Simon DeDeo writes for AGNI about the first line of Paradise Lost, John Milton’s first disobedience. As he explains it, “The line is a syllable too much. In Milton’s blank verse epic—iambic pentameter, five sets of two-syllable feet—the opening has eleven syllables, not ten.”
Of Man’s First Disobedience
“The Migrant is Not A Metaphor”
Over at The New York Times, Year in Reading alum Parul Sehgal reviews two books about migration, A Life Apart by Neel Mukherjee and The Year of the Runaways by Sunjeev Sahota.
On McElroy’s Cannonball
John Domini reviews Joseph McElroy’s Cannonball in the pages of Bookforum. In our Great Second-Half 2013 Book Preview, our own Garth Risk Hallberg wrote that, “this, his first novel in many a moon, concerns the Iraq War, among other things, and it’s hard to think of an author more suited to reimagining the subject.”

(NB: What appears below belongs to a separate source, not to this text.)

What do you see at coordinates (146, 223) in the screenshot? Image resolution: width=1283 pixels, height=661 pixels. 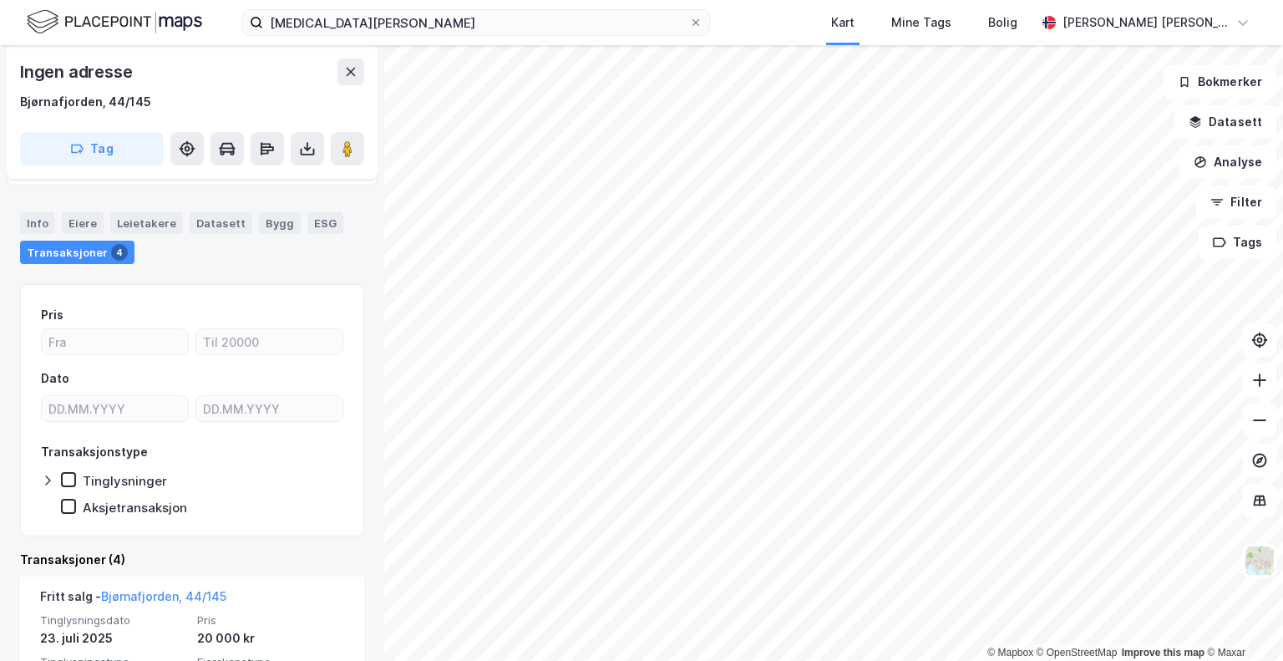 I see `div: Leietakere` at bounding box center [146, 223].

E(volving)-Books from Black Balloon
Black Balloon created an “evolving e-book” iPad app for Louise Krug’s new memoir, Louise: Amended, and they’re giving it away for free! Plus, to sweeten the deal even further, emailing a request for the promo code will automatically enter you into a drawing for a $100 Powell’s gift card.

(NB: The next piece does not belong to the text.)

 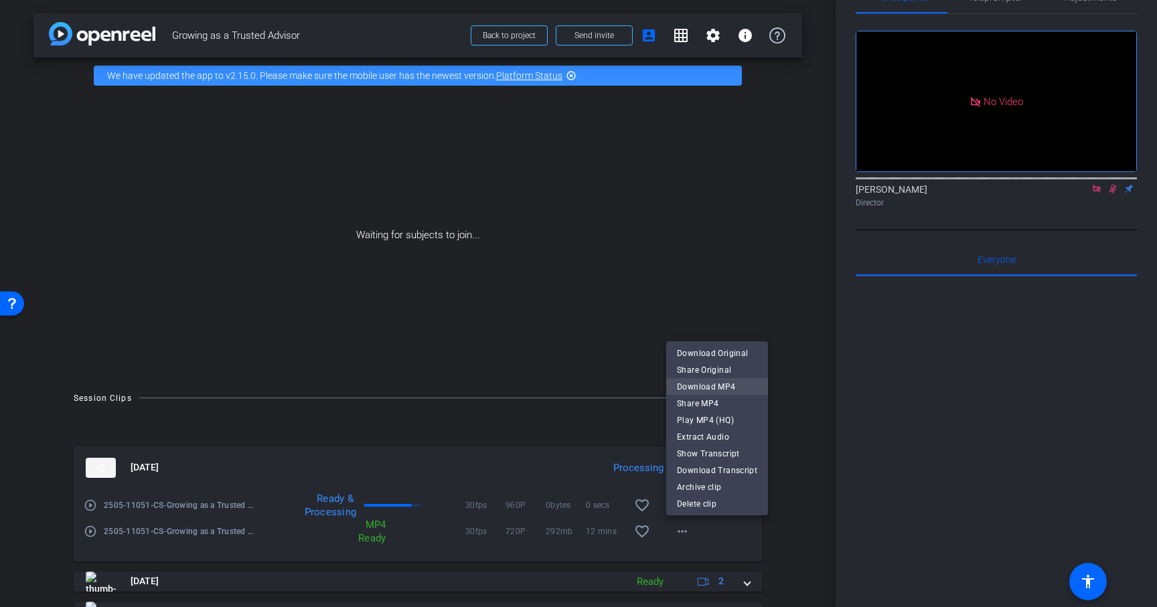 What do you see at coordinates (717, 437) in the screenshot?
I see `span: Extract Audio` at bounding box center [717, 437].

Nicholson Baker and Friendly’s
Nicholson Baker talks about why he does so much writing at Friendly’s, a fast food chain that soon may exist only in its descriptions.
Tuesday New Release Day
The big debut this week is Imperial Bedrooms by Bret Easton Ellis. Also of interest is a new collection of essays by Sloane Crosley, How Did You Get This Number. The much delayed U.S. edition of a controversial 2009 Booker longlister, Ed O’Loughlin’s Not Untrue and Not Unkind, is now out. As is this intriguing curiosity: Peacock and the Buffalo: The Poetry of Nietzsche, which purports to be the “first complete English translation of Nietzsche’s poetry.”